KKS = Kokinshū. See Kokinshū.
Kohon Setsuwa Shū. Kohon Setsuwa Shū Sōsakuin (Kazama Shobō, 1969). Edited by Yamauchi Yōichirō.
Kokinshū [KKS]. Kokinwakashū; Iwanami Bunko (Iwanami Shoten, 1981). Edited by Saeki Umetomo.
Konjaku Monogatari Shū. Konjaku Monogatari Shū; NKBT, 22-26 (1959-63). Edited by Yamada Yoshio, Yamada Tadao, Yamada Hideo, and Yamada Toshio.
Murasaki Shikibu Shū. Murasaki Shikibu; SKST, 1:154. See SKST.
NKBT = Nihon Koten Bungaku Toikei. (Iwanami, Shoten, 1957–67).
SKST = Shikashū Taisei. Shikashū Taisei (Meiji Shoin, 1973-76). Edited by Wakashi Kenkyūkai. 8 vols.
Tsurezuregusa. Tsurezuregusa; Nihon Koten Zensho (Asahi Shimbunsha, 1947). Edited by Tachibana Jun'ichi.
Ubuginu. Kaishū Ubuginu; Renga Hōshiki Kōyō (Iwanami Shoten, 1936). Edited by Yamada Yoshio and Hoshika Muneichi.
Uji Shūi Monogatari. Uji Shūi Monogatari; NKBT, 27 (1960). Edited by Watanabe Tsunaya and Nishio Kōichi.
Yamato Monogatari [YM]. Yamato Monogatari; NKBT , 9 (1957).

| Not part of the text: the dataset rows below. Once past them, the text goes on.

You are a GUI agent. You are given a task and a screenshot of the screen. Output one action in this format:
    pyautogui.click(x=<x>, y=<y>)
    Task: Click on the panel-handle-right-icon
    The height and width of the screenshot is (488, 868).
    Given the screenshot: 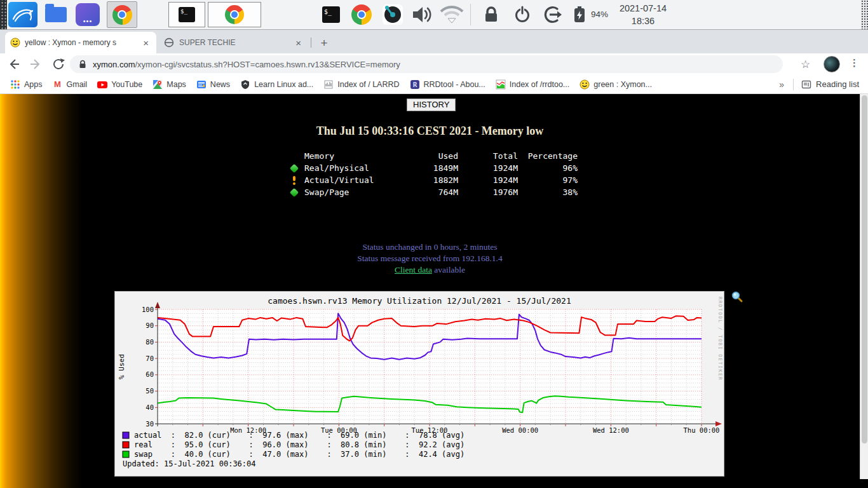 What is the action you would take?
    pyautogui.click(x=864, y=15)
    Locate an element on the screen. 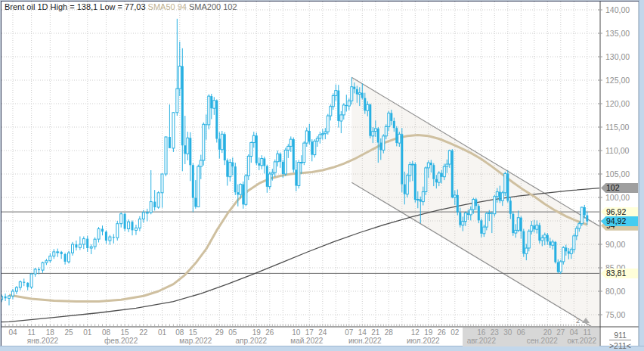  date-tick-label: 16 is located at coordinates (481, 333).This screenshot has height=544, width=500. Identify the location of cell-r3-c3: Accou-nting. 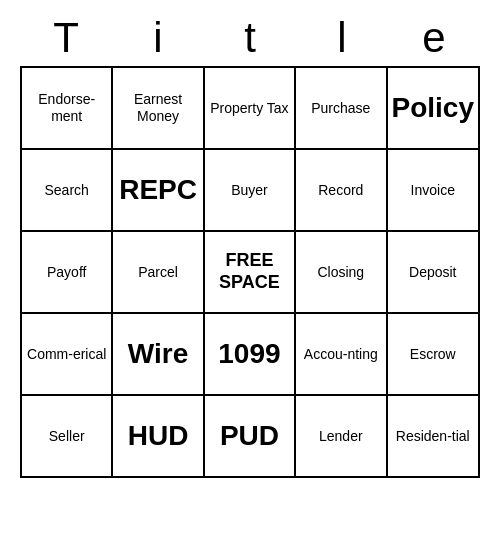
(342, 355).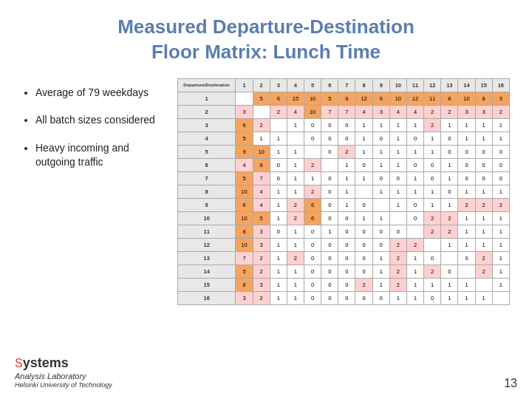 This screenshot has width=532, height=399. I want to click on table-row: 15831100021211111, so click(344, 284). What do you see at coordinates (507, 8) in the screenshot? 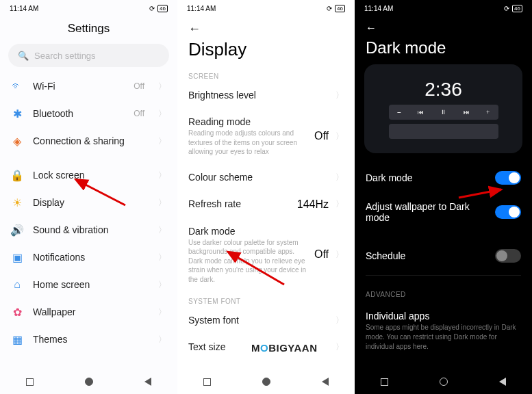
I see `rotate-icon: ⟳` at bounding box center [507, 8].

Edited by Abe Toshiko and Imai Gen'e.
B. Studies Published in Japanese
ARAKI Hiroyuki 1982 “Kishu Ryūridan no Kōzō,” a paper read at the seminar on “Japanese Literary Theory and Practice,” at the Woodrow Wilson Center for International Studies, Washington, D.C., April 1982.
KATAGIRI Yōichi 1968-69 Ise Monogatari no Kenkyū (Meiji Shoin, 1968-69). 2 vols.

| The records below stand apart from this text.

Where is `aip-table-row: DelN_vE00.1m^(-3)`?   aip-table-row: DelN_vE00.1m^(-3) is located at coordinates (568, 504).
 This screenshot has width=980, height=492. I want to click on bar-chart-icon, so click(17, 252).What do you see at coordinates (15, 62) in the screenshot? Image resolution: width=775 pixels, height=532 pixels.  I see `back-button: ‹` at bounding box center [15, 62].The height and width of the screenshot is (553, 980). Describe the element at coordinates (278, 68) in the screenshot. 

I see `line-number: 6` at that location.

KONISHI Jin'ichi 1953c “Yōembi: Bantōshi to no Kōsho,” Kokugo Kokubun 22, no. 7 (1953).
MASUDA Katsumi 1953 “Utagatari no Sekai,” Kikan Kokubun, no. 4 (1953).
MISHIMA Yukio 1942 “Ise Monogatari no Koto,” Bungei Bunka 5, no. 11 (1942).
SAKAKURA Atsuyoshi 1953 “Utamonogatari no Bunshō: ‘Nan’ no Kakarimusubi o Megutte,” Kokugo Kokubun 22, no. 6 (1953).